It is a stroke of pure genius – and will keep its residence from having heat stroke as well. Lofted living and bedroom spaces, swooping architectural swimming pool and roofline curves – everything about this place speaks to casual, resort-like luxury … which makes the semi-secret sustainable wind, solar and green-roof strategies built into the project by Guz Architects in Singapore all the more impressive.

To be fair, the ‘hand’ doing the crafting is in fact the extremity of a robotic arm, in turn connected to a highly advanced computer construction – still, the effect is incredibly convincing: these bricks look like they were manually stacked by someone with a great deal of time and expertise on their hands, able to curve them not just in a two-axis wave but in a complex three-dimensional fashion.

From the end of the Sixties to the mid-Seventies the chemical company Bayer rented a pleasure boat during every Cologne furniture fair and had it transformed into a temporary showroom by a well-known contemporary designer. The main aim was to promote various synthetics products in connection with home furnishings.
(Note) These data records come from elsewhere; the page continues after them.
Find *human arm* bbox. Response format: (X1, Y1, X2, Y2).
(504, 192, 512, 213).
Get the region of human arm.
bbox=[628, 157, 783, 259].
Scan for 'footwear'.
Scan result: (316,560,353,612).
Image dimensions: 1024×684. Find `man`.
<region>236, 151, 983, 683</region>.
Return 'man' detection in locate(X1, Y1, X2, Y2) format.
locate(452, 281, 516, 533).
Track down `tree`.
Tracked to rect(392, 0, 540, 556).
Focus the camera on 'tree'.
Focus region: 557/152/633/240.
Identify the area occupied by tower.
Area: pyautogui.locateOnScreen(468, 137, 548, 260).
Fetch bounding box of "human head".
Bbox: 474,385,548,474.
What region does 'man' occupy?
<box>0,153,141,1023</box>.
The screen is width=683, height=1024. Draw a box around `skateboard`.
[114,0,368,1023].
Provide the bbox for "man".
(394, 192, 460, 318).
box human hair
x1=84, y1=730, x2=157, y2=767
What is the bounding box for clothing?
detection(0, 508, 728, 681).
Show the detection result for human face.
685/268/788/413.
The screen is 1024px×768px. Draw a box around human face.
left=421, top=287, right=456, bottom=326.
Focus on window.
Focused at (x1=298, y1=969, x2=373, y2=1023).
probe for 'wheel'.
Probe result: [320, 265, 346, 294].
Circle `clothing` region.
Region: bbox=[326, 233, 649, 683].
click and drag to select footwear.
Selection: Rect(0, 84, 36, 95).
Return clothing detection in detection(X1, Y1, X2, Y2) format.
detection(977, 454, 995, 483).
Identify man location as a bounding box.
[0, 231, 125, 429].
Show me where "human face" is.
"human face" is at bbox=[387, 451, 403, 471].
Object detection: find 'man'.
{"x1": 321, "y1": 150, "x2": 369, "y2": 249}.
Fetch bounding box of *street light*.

Verner Panton was commissioned no less than twice to design this exhibition, entitled ‘Visiona’. The 1970 ‘Visona 2? exhibition showed the Fantasy Landscape which was created in this environment. The resulting room installation consisting of vibrant colours and organic forms is one of the principal highlights of Panton’s work. In terms of design history this installation is regarded as one of the major spatial designs of the second half of the twentieth century.